So maybe Kyle Flood can exchange notes with Penn State’s Bill O’Brien about what it’s like to take over a major college football program when hardly anybody knows who you are.
Flood, who just a few days ago was a little known offensive assistant, has suddenly been catapulted into the college football spotlight, as he was on Tuesday afternoon introduced as the new head coach at Rutgers. Flood replaces Greg Schiano, who stunned Scarlet Knights fans by accepting the head coaching job with the NFL’s Tampa Bay Buccaneers last week.
Schiano’s departure, coming as it did on the eve of National Signing Day, left Rutgers administrators scrambling to find a replacement. And after reportedly courting both Steve Addazio of Temple and Mario Cristobal of Florida International, they settled on Flood, who has served as a Rutgers assistant for the past seven seasons. He has a strong record as both an offensive line coach and a recruiter, but his hiring is likely to be greeted with groans among the Scarlet Knight faithful, who perhaps justifiably had expected “somebody better,” or at the very least, somebody known outside of the state of New Jersey.
In that respect, Flood’s situation is similar to that recently endured by O’Brien, who was hired by Penn State after an extremely lengthy coaching search and was welcomed with only lukewarm (at best) reception in Happy Valley. A “home-run hire,” he was certainly not. Nor was he a household name. Just like Flood.
Anyway, that’s all irrelevant now. And now that Flood has officially been handed the reins of the Rutgers program, his first challenge will be to hold together a recruiting class that had been rattled by Schiano’s departure. His next will be to take the Rutgers program beyond where Schiano could; specifically, I’m sure Scarlet Knights’ fans would like to actually win the Big East title. Which, by the way, is something that Schiano never managed.
Photo: Starting next season, Rutgers will be charging out the tunnel behind Kyle Flood, not Greg Schiano.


_Description of the task_: From the entries, copy every line that carries the string "number".

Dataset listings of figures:
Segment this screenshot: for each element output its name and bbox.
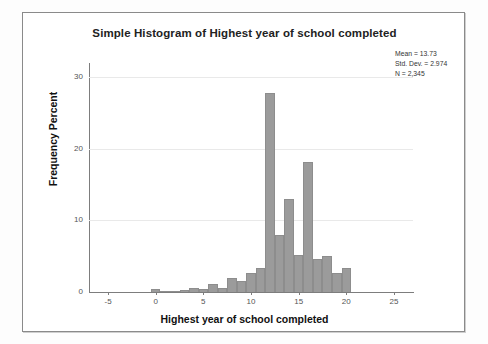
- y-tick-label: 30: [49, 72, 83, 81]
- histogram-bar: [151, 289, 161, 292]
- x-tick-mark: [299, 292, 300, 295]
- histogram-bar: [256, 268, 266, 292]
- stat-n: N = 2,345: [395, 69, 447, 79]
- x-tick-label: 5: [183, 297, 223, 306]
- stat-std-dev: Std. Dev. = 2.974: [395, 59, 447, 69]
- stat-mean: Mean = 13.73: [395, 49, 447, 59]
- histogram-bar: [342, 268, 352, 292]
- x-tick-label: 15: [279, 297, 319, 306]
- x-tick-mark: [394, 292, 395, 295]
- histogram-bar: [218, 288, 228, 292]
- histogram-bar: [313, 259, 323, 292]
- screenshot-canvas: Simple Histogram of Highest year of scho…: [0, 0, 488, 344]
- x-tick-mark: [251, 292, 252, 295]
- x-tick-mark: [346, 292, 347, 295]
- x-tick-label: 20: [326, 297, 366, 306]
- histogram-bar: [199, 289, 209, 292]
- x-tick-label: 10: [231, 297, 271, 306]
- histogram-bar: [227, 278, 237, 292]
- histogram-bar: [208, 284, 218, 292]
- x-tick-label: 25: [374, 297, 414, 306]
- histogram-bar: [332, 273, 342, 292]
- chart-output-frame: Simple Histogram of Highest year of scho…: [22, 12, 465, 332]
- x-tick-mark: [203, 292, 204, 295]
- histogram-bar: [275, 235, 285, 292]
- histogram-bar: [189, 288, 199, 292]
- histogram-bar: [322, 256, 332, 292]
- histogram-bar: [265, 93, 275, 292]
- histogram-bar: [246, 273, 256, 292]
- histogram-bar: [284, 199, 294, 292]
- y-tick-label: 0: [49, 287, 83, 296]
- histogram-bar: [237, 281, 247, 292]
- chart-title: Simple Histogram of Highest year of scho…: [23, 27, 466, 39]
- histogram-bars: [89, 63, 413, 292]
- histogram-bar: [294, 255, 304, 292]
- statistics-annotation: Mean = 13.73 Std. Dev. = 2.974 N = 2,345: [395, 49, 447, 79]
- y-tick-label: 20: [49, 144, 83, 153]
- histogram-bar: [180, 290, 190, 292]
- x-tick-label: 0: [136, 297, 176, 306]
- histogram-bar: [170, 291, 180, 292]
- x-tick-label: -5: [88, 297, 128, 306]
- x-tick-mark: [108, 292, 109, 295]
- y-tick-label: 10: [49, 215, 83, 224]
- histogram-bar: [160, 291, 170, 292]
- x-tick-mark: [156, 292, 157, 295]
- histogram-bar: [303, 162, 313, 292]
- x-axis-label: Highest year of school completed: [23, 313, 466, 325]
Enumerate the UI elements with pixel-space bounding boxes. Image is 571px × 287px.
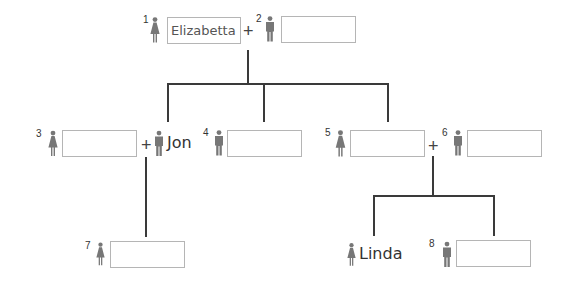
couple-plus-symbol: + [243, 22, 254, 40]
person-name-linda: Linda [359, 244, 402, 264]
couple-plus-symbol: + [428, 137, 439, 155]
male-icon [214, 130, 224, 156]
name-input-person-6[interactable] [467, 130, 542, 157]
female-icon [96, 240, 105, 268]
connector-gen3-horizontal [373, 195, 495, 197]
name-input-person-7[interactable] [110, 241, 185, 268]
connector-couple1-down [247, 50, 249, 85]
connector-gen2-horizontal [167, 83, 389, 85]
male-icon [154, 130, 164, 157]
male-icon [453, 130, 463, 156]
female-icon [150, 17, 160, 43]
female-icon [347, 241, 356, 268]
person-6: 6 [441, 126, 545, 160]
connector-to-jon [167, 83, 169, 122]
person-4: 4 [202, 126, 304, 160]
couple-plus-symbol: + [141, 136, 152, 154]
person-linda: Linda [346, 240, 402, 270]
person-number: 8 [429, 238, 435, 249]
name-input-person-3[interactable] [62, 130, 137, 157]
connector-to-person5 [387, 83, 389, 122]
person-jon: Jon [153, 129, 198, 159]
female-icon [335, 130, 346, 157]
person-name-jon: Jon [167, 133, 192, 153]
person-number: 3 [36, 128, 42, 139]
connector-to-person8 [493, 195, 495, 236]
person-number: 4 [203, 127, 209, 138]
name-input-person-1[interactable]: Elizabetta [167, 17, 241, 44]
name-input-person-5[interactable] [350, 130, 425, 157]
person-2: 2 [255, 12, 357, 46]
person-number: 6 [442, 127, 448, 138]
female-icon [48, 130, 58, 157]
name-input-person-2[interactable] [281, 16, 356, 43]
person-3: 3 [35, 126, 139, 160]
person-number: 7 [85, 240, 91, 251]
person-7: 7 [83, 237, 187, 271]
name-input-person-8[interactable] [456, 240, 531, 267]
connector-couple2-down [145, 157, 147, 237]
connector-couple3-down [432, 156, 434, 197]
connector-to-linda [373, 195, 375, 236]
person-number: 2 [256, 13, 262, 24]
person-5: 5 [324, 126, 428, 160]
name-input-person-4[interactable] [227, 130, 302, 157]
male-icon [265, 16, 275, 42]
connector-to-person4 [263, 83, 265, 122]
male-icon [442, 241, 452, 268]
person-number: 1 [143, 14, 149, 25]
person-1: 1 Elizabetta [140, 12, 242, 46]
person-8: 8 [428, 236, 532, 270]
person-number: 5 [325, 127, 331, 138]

==

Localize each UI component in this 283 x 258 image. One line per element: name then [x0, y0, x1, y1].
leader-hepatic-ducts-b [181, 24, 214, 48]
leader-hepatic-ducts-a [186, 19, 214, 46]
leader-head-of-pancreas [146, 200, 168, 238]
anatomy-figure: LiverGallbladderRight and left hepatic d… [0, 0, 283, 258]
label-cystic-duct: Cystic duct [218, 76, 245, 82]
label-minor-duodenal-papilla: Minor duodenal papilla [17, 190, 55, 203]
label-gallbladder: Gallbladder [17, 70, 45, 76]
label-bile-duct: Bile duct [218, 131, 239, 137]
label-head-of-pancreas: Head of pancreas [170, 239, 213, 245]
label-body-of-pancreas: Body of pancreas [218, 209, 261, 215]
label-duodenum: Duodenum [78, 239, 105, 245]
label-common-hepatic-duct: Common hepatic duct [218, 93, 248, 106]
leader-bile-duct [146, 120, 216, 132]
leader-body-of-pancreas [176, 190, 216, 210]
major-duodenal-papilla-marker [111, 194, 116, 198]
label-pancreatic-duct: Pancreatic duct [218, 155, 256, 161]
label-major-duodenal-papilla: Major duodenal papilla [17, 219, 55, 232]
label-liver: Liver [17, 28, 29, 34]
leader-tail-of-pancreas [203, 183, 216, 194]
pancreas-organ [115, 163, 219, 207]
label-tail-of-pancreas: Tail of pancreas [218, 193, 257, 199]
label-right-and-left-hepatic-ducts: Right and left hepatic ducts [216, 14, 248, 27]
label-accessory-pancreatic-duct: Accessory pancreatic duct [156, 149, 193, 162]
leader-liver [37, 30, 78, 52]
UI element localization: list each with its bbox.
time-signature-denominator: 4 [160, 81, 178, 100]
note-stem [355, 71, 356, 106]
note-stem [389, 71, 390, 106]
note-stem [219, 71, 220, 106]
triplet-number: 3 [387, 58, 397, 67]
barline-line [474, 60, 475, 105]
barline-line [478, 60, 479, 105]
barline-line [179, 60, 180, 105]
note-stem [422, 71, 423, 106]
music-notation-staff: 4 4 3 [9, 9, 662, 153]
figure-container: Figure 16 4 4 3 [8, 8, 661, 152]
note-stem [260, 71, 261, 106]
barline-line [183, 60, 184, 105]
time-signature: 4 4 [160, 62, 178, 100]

==

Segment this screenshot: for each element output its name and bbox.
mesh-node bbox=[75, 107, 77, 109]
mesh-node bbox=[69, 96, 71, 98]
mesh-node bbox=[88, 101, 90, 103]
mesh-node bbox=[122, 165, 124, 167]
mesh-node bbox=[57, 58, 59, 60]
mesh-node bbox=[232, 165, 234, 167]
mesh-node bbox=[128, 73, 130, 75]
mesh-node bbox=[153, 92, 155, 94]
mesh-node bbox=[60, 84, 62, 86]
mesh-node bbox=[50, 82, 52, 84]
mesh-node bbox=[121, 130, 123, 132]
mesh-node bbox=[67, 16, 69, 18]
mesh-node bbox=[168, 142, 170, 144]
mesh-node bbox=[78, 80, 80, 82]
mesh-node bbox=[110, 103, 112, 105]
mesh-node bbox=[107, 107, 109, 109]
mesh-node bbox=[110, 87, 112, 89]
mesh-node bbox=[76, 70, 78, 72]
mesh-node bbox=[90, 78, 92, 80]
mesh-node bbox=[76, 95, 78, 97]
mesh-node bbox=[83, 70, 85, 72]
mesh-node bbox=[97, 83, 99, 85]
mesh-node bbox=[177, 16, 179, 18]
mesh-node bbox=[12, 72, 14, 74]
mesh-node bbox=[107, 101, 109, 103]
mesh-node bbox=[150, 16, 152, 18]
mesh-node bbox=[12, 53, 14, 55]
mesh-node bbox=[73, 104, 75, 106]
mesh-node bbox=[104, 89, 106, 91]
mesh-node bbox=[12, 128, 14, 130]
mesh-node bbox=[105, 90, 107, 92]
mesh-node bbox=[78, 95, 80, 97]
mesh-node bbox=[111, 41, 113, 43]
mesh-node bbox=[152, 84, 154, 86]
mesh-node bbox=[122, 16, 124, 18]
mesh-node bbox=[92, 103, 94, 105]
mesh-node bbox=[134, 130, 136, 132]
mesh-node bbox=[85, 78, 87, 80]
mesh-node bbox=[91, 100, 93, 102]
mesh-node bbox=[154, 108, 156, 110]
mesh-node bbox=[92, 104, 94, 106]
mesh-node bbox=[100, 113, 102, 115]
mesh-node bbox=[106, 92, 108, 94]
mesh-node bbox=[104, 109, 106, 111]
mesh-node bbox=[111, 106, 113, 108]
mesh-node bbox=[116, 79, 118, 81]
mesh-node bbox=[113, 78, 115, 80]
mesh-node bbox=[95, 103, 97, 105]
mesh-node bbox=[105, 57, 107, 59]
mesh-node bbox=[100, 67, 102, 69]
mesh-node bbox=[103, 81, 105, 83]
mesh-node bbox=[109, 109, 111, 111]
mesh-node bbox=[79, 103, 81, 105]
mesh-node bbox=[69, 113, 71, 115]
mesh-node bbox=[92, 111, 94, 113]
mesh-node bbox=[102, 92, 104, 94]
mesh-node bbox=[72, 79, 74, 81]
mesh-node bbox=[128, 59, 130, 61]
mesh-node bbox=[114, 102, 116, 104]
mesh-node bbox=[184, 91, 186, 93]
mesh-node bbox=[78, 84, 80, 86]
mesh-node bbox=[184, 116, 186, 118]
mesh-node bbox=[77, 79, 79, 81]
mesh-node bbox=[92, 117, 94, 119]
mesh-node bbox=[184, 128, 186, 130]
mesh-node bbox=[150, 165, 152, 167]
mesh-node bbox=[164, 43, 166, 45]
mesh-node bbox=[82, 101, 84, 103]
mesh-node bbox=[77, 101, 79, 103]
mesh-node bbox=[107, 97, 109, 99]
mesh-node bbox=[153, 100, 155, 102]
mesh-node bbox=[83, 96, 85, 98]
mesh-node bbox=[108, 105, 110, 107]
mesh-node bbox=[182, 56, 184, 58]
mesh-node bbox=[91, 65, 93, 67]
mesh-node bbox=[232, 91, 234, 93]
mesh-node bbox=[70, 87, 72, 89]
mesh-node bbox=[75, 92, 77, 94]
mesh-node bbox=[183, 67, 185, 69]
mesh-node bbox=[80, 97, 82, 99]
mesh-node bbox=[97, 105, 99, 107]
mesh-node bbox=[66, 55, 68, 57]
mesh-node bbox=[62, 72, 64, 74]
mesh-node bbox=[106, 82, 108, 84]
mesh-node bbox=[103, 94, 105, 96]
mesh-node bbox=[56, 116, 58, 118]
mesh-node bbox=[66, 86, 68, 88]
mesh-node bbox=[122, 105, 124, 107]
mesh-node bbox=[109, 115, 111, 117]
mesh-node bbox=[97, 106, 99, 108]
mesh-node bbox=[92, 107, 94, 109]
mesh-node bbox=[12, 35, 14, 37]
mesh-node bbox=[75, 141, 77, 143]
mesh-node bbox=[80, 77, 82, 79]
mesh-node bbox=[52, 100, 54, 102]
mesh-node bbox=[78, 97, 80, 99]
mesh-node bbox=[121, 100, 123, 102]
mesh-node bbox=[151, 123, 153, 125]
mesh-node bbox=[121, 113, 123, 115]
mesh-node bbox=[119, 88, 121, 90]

_Result for this task_:
person-number: 8 [429, 238, 435, 249]
person-number: 3 [36, 128, 42, 139]
person-number: 4 [203, 127, 209, 138]
person-number: 6 [442, 127, 448, 138]
person-number: 7 [85, 240, 91, 251]
person-number: 2 [256, 13, 262, 24]
person-number: 1 [143, 14, 149, 25]
person-number: 5 [325, 127, 331, 138]
triplet-number: 3 [387, 58, 397, 67]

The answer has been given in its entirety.